Wesley’s adapted biography of Hooker avoids heavy talk of theology and instead focuses upon his habits of life and his holiness, but elsewhere in his history of England, Wesley describes Hooker (as well as Sir Walter Raleigh) as “among the first improvers of our language.” By language he, of course, means English. Elsewhere, in a defense of enthusiasm, Wesley invokes the name of Hooker:

But you ask, "Has God ever commanded us to do thus?" I believe he has neither commanded nor forbidden it in Scripture. But then remember, "that Scripture" (to use the words which you cite from "our learned and judicious Hooker") "is not the only rule of all things, which, in this life, may be done by men."

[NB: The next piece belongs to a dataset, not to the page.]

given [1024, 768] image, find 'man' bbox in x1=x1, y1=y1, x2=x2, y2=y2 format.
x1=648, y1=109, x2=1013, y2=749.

Hooker died young and in some ways the church he loved and built was soon going to die, as well. Between Hooker’s time and the birth of Wesley was the English Civil War, an event rarely spoken of in American contexts but one which shaped both sides of the Atlantic tremendously. England had had internal wars before between different claimants to the crown, the Civil War was unique in that instead of pitting royal against royal, parliament rose up against the king. Why? What kind of arguments could pit the English against themselves, next time of the history of methodism.

Sources

Richard Hooker, Lawes of Ecclesiastical Polity

Richard Heitzenrater, Wesley and the People Called Methodist (Nashville: Abingdon, 2013).

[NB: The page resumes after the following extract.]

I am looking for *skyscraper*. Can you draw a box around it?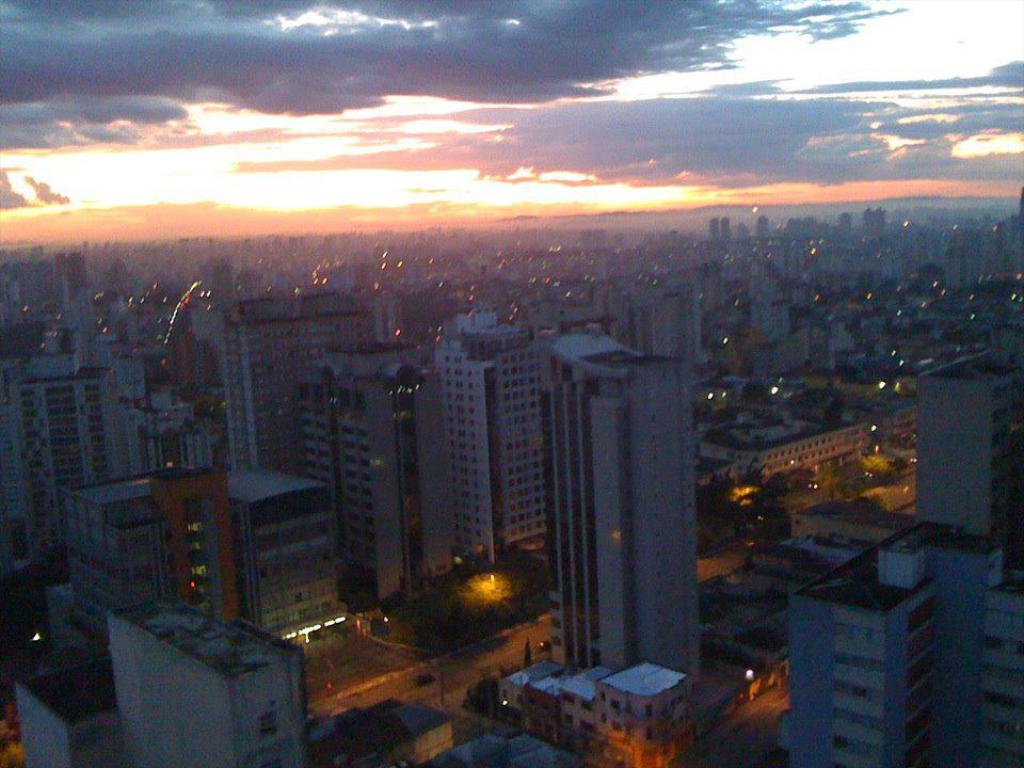
Sure, the bounding box is <region>784, 506, 991, 759</region>.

John Wesley, A Christian Library, Volume 15

John Wesley, "The Principles of a Methodist Farther Explained: Occasioned by The Rev. Mr. Church's Second Letter to Mr. Wesley, Works, 8, 449-50.

David Robert Walls, The Influence of the Greek Fathers' Doctrine of Theosis on John Wesley's Doctrine of Perfection, Dissertation, University of St. Michael’s College, 2015.